I'm all for the use of repetition as a literary device, but I don't think the overly repeated words or phrases in this book were really going for that. There's chunks of dialogues where one character says another character's name over and over and it drove me crazy. Once I spotted it, I noticed it everywhere. In everyday conversation it would sound odd to keep saying someone's name like a broken record when you are talking to them.
I also had issues when the characters spouted off information like a textbook. I get that Cathy is an academic, but very rarely do I hear my professors talk like the textbooks they assign. Take this quote for example Cathy says, "The classical tradition in which Michelangelo's artistry is steeped-- that is, the humanistic tradition hearkening back to the ancient Greeks-- held that the male body was aesthetically superior to the female." This is just a small example because Cathy goes on to recite a huge chunk of information like this and I just did not believe she talked like that at all. It was too stiff and did not feel like an authentic person at all.
Oh and if I had a dollar for every time the word "pretty" was used I could probably be typing this blog post from a yacht right now. The women are pretty, I get it. Please stop using that descriptor
Bacchus |
These things may seem small, but when they are happening over and over it makes it difficult for one to really get absorbed in the novel. Those things on top of characters without deep layers and depths just did not make a good combination for me. I wanted more than cliches from this novel, but I did not get there.
Christian AKA The Sculptor was so cliche with his super strength, bags of money, and not a care in the world...well except taking care of his father I suppose. I like my villains to have more weaknesses or downfalls than what was going on here. I guess in a way his obsessions, especially that concerning Michelangelo's art and recreating it, were downfalls, but I needed more to really be invested in this story. It just didn't feel like there was enough life breathed into the characters.
Again I will say the idea of a psycho killer obsessed with Michelangelo and using bodies as material for his artwork, the idea of awakening the world from their media-obsessed stupor, are spot on ideas that set up potential for a great novel, I just did not come away with that experience at the end of the novel.
I think all of us from the class agree that the novel is definitely not one that we would emulate, stylistically or otherwise, though I do want to say that I genuinely liked the killer. He had an interesting backstory, and except for the out-of-left-field break at the end where he actually believes Cathy is his mother, I genuinely enjoyed reading from his perspective. Did he need work, yeah, but he was definitely the best, if not the only good, part of the novel.
ReplyDelete"I get that Cathy is an academic, but very rarely do I hear my professors talk like the textbooks they assign."
ReplyDeleteThis drove me NUTS. I could not figure out why these people were talking like this. It's like Funaro never heard another human being speak before.
What saddens me is the message of The Sculptor is so often missed even though the author took the time to plate it for his audience. (Or I could have completely missed the point of the book. It’s possible.) Hildy wrote a book that spoke to a psycho, but what he heard was Hildy’s/ Michelangelo’s despair over what the culture around him had forgotten, and what it was that said culture used as replacements.
ReplyDeleteWhat’s important to Hildy’s/Christian’s culture? That a young boy has vanished and yet, around him, his neighborhood, city, and community are jumping up and down in support of a football player. As author Gregory Funaro asked, of both his readers and his protagonist: “What have we lost?” Keeping up with the Kardashians vrs Shakespeare? Reality TV and the Internet vrs face-to-face connection with friends and family? The answer is also supplied by the author as well as Christian. We’ve lost our humanity; we’ve lost contact with the divine.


DIRECTIONS FOR THIS TASK: The word to look for is "button". Report every line of the entries below that has it.

AVAILABLE DATA Start Marker

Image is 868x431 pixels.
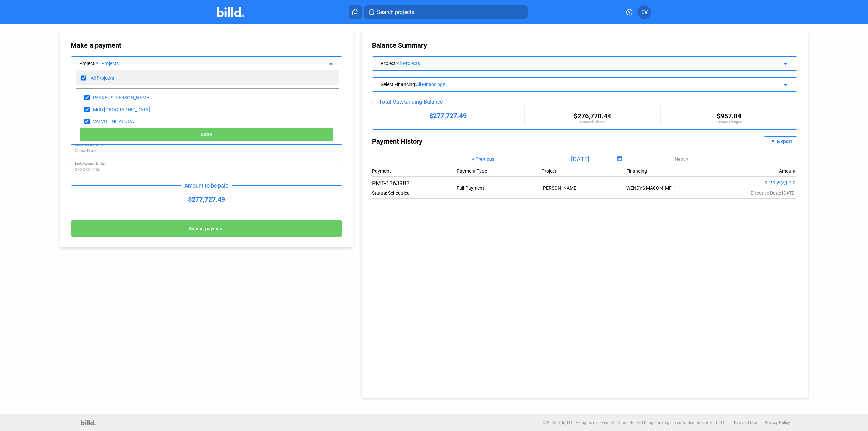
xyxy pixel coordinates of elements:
div: $ 23,623.18 [712,180,796,187]
div: Full Payment [457,185,542,190]
img: logo [81,419,95,425]
span: EV [641,8,648,16]
button: Export [764,137,798,147]
div: Effective Date: [DATE] [712,190,796,195]
button: Search projects [364,5,527,19]
div: $957.04 [662,112,798,120]
div: All Projects [95,60,308,66]
div: Make a payment [70,42,234,49]
button: Next > [670,154,694,165]
div: Export [777,138,792,144]
div: All Projects [397,60,748,66]
div: $277,727.49 [373,111,524,120]
div: Principal Balance [525,120,661,124]
div: Amount to be paid [181,182,232,188]
span: Search projects [377,8,414,16]
button: EV [638,5,651,19]
div: Financing [627,168,712,173]
button: < Previous [467,154,499,165]
p: | [760,420,762,424]
div: Payment History [372,137,585,147]
div: Project [79,59,308,66]
div: Amount [779,168,796,173]
div: Select Financing [381,81,748,87]
span: : [396,60,397,66]
span: < Previous [472,156,494,162]
button: Submit payment [70,220,342,237]
div: Balance Summary [372,42,798,49]
img: Billd Company Logo [217,7,244,17]
div: Payment [372,168,457,173]
div: $277,727.49 [70,186,342,213]
span: Next > [675,156,689,162]
div: Finance Charges [662,120,798,124]
button: Open calendar [615,154,624,164]
div: PMT-1363983 [372,180,457,187]
mat-icon: file_upload [769,137,777,145]
div: VALVOLINE ALCOA [93,119,134,124]
b: Privacy Policy [765,420,791,424]
div: Payment Type [457,168,542,173]
span: : [94,60,95,66]
span: : [415,81,416,87]
div: [PERSON_NAME] [542,185,627,190]
div: $276,770.44 [525,112,661,120]
div: Status: Scheduled [372,190,457,195]
mat-icon: arrow_drop_down [781,59,789,67]
div: All Financings [416,81,748,87]
span: Done [200,132,212,137]
div: Project [542,168,627,173]
button: Done [79,127,334,141]
p: © 2025 Billd, LLC. All rights reserved. BILLD and the BILLD logo are registered trademarks of Bil... [543,420,727,424]
div: PARKERS [PERSON_NAME] [93,95,150,100]
mat-icon: arrow_drop_up [325,59,334,67]
b: Terms of Use [734,420,757,424]
mat-icon: arrow_drop_down [781,80,789,87]
div: Total Outstanding Balance [376,98,447,105]
div: All Projects [91,76,114,81]
div: MCD [GEOGRAPHIC_DATA] [93,107,150,112]
div: Project [381,59,748,66]
div: WENDYS MACON_MF_1 [627,185,712,190]
span: Submit payment [189,226,224,232]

AVAILABLE DATA End Marker

ANSWER SECTION:
button: Export [764,137,798,147]
button: Search projects [364,5,527,19]
button: Next > [670,154,694,165]
button: EV [638,5,651,19]
button: < Previous [467,154,499,165]
button: Submit payment [70,220,342,237]
button: Open calendar [615,154,624,164]
button: Done [79,127,334,141]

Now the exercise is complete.